Apparently the time it took Bill to recite this work coincided exactly with the period he was allowed to submerge himself in the medicated waters.

Apart from his shaking and the psoriasis, Uncle Bill also suffered from a hatred of anything sweet or sugary with the single if inexplicable exception of chocolate peppermint creams, for which indeed he nourished an inordinate passion. In consequence he was given each day his own little dish of Hasty Pudding, a kind of unsweetened soufflé, while everyone else dug into a wide choice of elaborate trifles, tarts and rich rice dishes.

As the head of the household it would normally have been his prerogative to carve the enormous joint which preceded the puddings, but his ague and general disability prevented it. With no apparent irony intended, it fell to him in recompense to ladle out the puddings which were placed in front of him after the removal of the meat course.

‘Anyone want any of this muck?’ he would enquire.

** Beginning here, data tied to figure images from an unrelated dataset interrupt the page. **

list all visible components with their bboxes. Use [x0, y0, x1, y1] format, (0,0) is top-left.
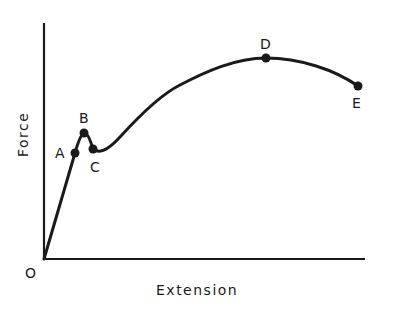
- label-c: C: [90, 159, 101, 175]
- label-a: A: [55, 145, 66, 161]
- label-b: B: [79, 110, 90, 126]
- point-d: [262, 54, 271, 63]
- label-d: D: [260, 36, 272, 52]
- point-b: [80, 129, 89, 138]
- force-extension-chart: A B C D E O Extension Force: [0, 0, 393, 313]
- y-axis-title: Force: [15, 112, 31, 157]
- x-axis-title: Extension: [156, 282, 238, 298]
- origin-label: O: [25, 265, 37, 281]
- point-e: [354, 82, 363, 91]
- point-a: [71, 149, 80, 158]
- point-c: [89, 145, 98, 154]
- label-e: E: [352, 95, 362, 111]
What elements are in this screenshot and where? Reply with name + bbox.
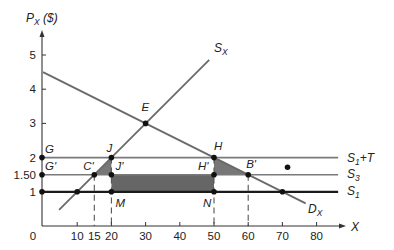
x-tick-label: 40 xyxy=(173,230,186,242)
curve-label-demand: DX xyxy=(308,202,323,218)
point-label: J xyxy=(105,142,112,154)
y-axis-arrow-icon xyxy=(40,30,45,37)
curve-label-s1-plus-t: S1+T xyxy=(347,151,376,167)
point-C-prime xyxy=(92,172,98,178)
x-axis-arrow-icon xyxy=(339,224,346,229)
point-G xyxy=(39,155,45,161)
point-N xyxy=(211,189,217,195)
point-label: H xyxy=(214,140,223,152)
point-J-prime xyxy=(109,172,115,178)
point-label: C' xyxy=(83,160,94,172)
point-label: N xyxy=(203,197,212,209)
point-label: M xyxy=(115,197,125,209)
x-tick-label: 60 xyxy=(242,230,255,242)
point-label: J' xyxy=(114,160,124,172)
point-H-prime xyxy=(211,172,217,178)
curve-label-supply: SX xyxy=(214,41,228,57)
tariff-supply-demand-diagram: 010152030405060708011.502345PX ($)X DXSX… xyxy=(0,0,394,250)
point-J xyxy=(109,155,115,161)
x-tick-label: 0 xyxy=(30,230,36,242)
x-tick-label: 30 xyxy=(139,230,152,242)
point-marker xyxy=(280,189,286,195)
y-tick-label: 4 xyxy=(30,83,37,95)
curve-label-s3: S3 xyxy=(347,167,360,183)
y-tick-label: 1.50 xyxy=(14,169,36,181)
x-tick-label: 70 xyxy=(276,230,289,242)
point-H xyxy=(211,155,217,161)
curve-label-s1: S1 xyxy=(347,184,360,200)
x-tick-label: 50 xyxy=(208,230,221,242)
point-G-prime xyxy=(39,172,45,178)
point-label: G' xyxy=(45,160,57,172)
x-axis-title: X xyxy=(350,220,360,234)
y-tick-label: 5 xyxy=(30,49,36,61)
point-M xyxy=(109,189,115,195)
y-tick-label: 2 xyxy=(30,152,36,164)
point-marker xyxy=(285,164,291,170)
y-tick-label: 3 xyxy=(30,117,36,129)
shaded-rectangle-j-h-n-m xyxy=(111,175,214,192)
point-label: H' xyxy=(198,160,209,172)
x-tick-label: 15 xyxy=(88,230,101,242)
point-label: B' xyxy=(246,158,257,170)
x-tick-label: 80 xyxy=(310,230,323,242)
point-label: E xyxy=(142,101,150,113)
x-tick-label: 20 xyxy=(105,230,118,242)
point-E xyxy=(143,121,149,127)
point-marker xyxy=(74,189,80,195)
chart-canvas: 010152030405060708011.502345PX ($)X DXSX… xyxy=(0,0,394,250)
y-axis-title: PX ($) xyxy=(26,11,58,27)
point-B-prime xyxy=(245,172,251,178)
point-marker xyxy=(39,189,45,195)
x-tick-label: 10 xyxy=(71,230,84,242)
point-label: G xyxy=(45,143,54,155)
y-tick-label: 1 xyxy=(30,186,36,198)
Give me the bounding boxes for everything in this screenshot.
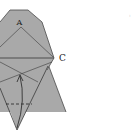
label-point-a: A <box>16 18 23 27</box>
upper-flap <box>0 10 54 78</box>
label-point-c: C <box>59 53 66 63</box>
origami-diagram: A C : <box>0 0 132 130</box>
clipped-text-fragment: : <box>129 12 131 18</box>
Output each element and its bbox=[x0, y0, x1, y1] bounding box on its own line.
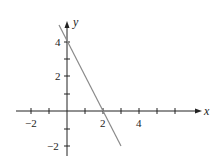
x-axis-label: x bbox=[203, 104, 210, 118]
y-tick-label-2: 2 bbox=[55, 70, 61, 82]
y-axis-label: y bbox=[72, 15, 79, 29]
y-axis-arrow-icon bbox=[65, 21, 70, 28]
data-line bbox=[59, 25, 121, 146]
y-tick-label-neg2: −2 bbox=[47, 140, 59, 152]
x-tick-label-2: 2 bbox=[100, 117, 106, 129]
x-tick-label-4: 4 bbox=[136, 117, 142, 129]
x-axis-arrow-icon bbox=[195, 109, 202, 114]
chart: x y −2 2 4 4 2 −2 bbox=[0, 0, 215, 168]
y-tick-label-4: 4 bbox=[55, 36, 61, 48]
x-tick-label-neg2: −2 bbox=[25, 117, 37, 129]
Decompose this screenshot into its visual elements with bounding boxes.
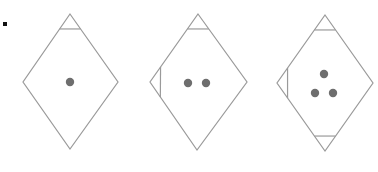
panel-3	[277, 15, 373, 151]
diamond-sequence-figure	[0, 0, 378, 172]
dot	[184, 79, 192, 87]
dot	[66, 78, 74, 86]
panel-1	[23, 14, 118, 149]
dot	[202, 79, 210, 87]
dot	[320, 70, 328, 78]
diamond-outline	[277, 15, 373, 151]
dot	[329, 89, 337, 97]
panel-2	[150, 14, 247, 150]
dot	[311, 89, 319, 97]
diamond-outline	[150, 14, 247, 150]
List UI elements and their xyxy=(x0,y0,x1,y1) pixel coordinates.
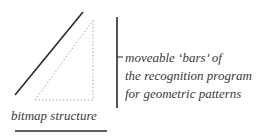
caption-line-1: moveable ‘bars’ of xyxy=(125,50,222,65)
caption-line-2: the recognition program xyxy=(125,68,252,83)
bitmap-structure-label: bitmap structure xyxy=(11,108,97,123)
diagonal-bar xyxy=(15,12,83,95)
caption-line-3: for geometric patterns xyxy=(125,86,241,101)
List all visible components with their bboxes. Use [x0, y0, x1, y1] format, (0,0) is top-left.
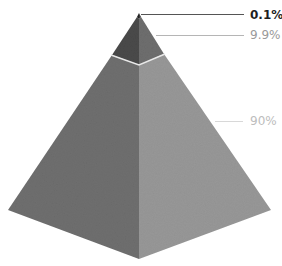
segment-base-right-face — [139, 54, 271, 259]
label-top-segment: 0.1% — [250, 8, 282, 22]
label-middle-segment: 9.9% — [250, 28, 281, 42]
segment-base-left-face — [8, 55, 139, 259]
pyramid-chart — [0, 0, 282, 266]
label-base-segment: 90% — [250, 114, 277, 128]
segment-base — [8, 54, 271, 259]
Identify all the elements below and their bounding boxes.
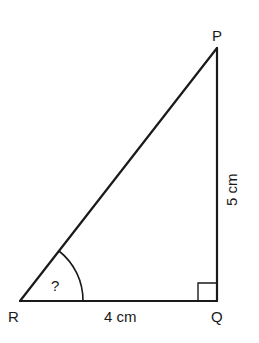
triangle bbox=[20, 48, 217, 301]
angle-r-arc bbox=[59, 251, 83, 301]
vertex-label-p: P bbox=[212, 27, 222, 44]
vertex-label-r: R bbox=[8, 308, 19, 325]
angle-label-r: ? bbox=[51, 277, 59, 294]
right-angle-marker bbox=[198, 283, 217, 301]
side-label-rq: 4 cm bbox=[104, 308, 137, 325]
triangle-diagram: P R Q 4 cm 5 cm ? bbox=[0, 0, 259, 343]
side-label-qp: 5 cm bbox=[223, 173, 240, 206]
vertex-label-q: Q bbox=[211, 308, 223, 325]
side-rp bbox=[20, 48, 217, 301]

Frequently this was one of the only three times he spoke during our entire visit. The other two sentences were ‘How’s yourself?’ on our arrival and ‘Look after yourself’ on our departure. The contrast for older members of the family who remembered him as ‘very talkative’ must have been extraordinary.

The great occasion of the year at Chatham Street was the family party held towards the end of the week after Christmas. Almost every Melly and Smith living were present and, in the case of married women nee Melly, their husbands and children also. The one notable exception was Willie Bert’s mother, Great-Aunt Beatrice, who lived in southern England. After a toast to ‘absent friends’, Willie Bert always leapt to his feet and proposed ‘My Mother’ as a codicil. It was more likely her geographical rather than her ‘invidious position’ as a divorced woman which prevented her presence at the Chatty parties. Not that distance alone kept many members of the family away. My Great-Aunt Nell and her daughter Cousin Nell were assiduous attenders. They lived together in London in an Edwardian mansion block off the Fulham Road with eau-de-Nil walls and fine Dutch furniture, but stayed a great deal at Chatham Street and indeed lived there during the Hitler war; Aunt Nell looking after Uncle Bill, Cousin Nell driving a Civil Defence ambulance throughout the Blitz. Aunt Nell and her daughter were known as ‘Old Nell’ and ‘Young Nell’.